Hanging art at a place like KNOWN has advantages over a typical gallery installation, as KNOWN gets steady traffic from people using the space to work as well as attend events. The events are where people get really excited about seeing the art, because it’s unexpected,” Weston said. It’s different than putting artwork up in a café. People are coming here from New York, from Boston. New Haveners are coming here. People who stay downstairs” in a space rented out as an AirBnB. It’s an array of people coming through the space. The traffic that comes through is really diverse. Even after I open the gallery around the corner, I will have more people coming through this space than I will have coming through the gallery on a day-to-day basis.”

It’s a great opportunity for the artists,” Weston, an artist herself, said. Every artist says, how do I get my work out?’ ”

Oi Fortin's The Sun Also Rises and Noe Jimenez's Untitled.

This exhibition is just about our spiritual themes that come together, and how we share those common things,” Weston said. How we share color, shape, and form. How we share the vision of what’s happening now in culture and society, without clashing. How we see that through our own gaze without judgment.” The majority of the artists are BIPOC or women. It’s so important for me to get the BIPOC voice out there, because for a long time, galleries have been only open for White men.” The diversity matters, for creators of art and for audiences; it’s like food, being able to taste food from different culture. It’s something new, a different experience, and it doesn’t matter what culture you’re from. That’s being human, and that’s a wonderful thing.”

In organizing the show, Weston was drawn to the artists’ individual pieces. The pieces were more about how the colors and the shapes work together. They look like assemblage, like pieces that were put together.” 

So Kwadwo Adae’s piece is made up of small circles that work together, and it took him time to put his piece together… It’s about gathering,” Weston said. You look at Susan Clinard’s pieces — they’re made from manufactured pieces. She molded the face, and then she found a found object and put it together.” In Oi Fortin’s work, she’s printmaking, and she’s layering paper and colors on top of each other. I think about us as artists, and that’s what we do. We are layering culture, ideas, constant thoughts. You’re bringing all of that together all the time.” Bringing all the pieces together is a gathering of that energy, and a gathering of all those great minds, and there’s something so human about that, that’s beyond art.”

Kwadwo Adae, #31.

One of Weston’s own piece on the walls of KNOWN is my very first piece that started my whole body of work, and the journey of spirit photography that I do. I had to dig deep and pull apart who I am to find what makes me want to do photography, to shoot at powwows, and figure out who I am as a Native woman and who I am as a Black woman — who I am as a spiritual woman, a spiritual being. Why do I care about my ancestors and whether they walk with me, physically or spiritually?”
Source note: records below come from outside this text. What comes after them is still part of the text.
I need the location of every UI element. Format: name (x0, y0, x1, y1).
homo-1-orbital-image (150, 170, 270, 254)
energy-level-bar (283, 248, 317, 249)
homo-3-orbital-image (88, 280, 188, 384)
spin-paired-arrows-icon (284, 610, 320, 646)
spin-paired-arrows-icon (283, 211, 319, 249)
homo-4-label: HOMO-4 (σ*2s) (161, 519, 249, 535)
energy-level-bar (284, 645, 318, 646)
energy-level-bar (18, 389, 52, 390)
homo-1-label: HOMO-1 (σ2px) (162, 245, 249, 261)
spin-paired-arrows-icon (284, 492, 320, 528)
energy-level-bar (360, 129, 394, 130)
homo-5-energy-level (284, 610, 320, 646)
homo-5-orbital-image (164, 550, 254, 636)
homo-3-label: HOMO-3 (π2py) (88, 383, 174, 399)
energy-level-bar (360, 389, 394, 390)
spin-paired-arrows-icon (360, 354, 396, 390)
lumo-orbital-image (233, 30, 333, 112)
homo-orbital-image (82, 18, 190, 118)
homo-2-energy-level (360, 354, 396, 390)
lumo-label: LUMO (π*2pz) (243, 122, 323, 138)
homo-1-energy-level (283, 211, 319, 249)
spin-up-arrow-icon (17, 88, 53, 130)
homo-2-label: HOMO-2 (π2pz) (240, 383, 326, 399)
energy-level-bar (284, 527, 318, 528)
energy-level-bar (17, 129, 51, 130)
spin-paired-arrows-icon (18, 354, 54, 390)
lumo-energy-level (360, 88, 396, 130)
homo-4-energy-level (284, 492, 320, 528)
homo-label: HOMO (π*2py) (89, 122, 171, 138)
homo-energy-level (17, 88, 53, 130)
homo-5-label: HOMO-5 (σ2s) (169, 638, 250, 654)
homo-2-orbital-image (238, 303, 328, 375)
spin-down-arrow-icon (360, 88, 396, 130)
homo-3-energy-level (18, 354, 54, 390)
Meanwhile, Weston continues to push forward in building out her Court Street space. I would like see it up next year,” she said — by the Open Source Festival next year, but the sooner the better.” 
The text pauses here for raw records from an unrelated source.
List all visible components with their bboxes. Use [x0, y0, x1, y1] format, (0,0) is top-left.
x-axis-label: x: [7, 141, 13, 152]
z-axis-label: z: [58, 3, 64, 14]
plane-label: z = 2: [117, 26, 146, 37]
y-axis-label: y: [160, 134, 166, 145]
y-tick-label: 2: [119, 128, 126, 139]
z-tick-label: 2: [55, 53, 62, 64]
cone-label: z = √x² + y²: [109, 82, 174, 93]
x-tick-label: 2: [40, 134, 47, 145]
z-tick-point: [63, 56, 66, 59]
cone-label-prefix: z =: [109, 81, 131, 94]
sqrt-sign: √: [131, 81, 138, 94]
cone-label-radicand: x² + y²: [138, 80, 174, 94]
New Haven needs a Wábi Gallery,” she continued. It needs a gallery that’s pushing for artists to sell their work, not just showcasing work.… It needs a gallery that’s going to say, hey, this work needs to be sold, it needs to be collected, it needs to be put in institutions — not just galleries or museums. We need someone to fight for artists to get them paid real wages, not $25 or $35 an hour, but $125, $150 an hour, and more. We deserve that. They deserve that.”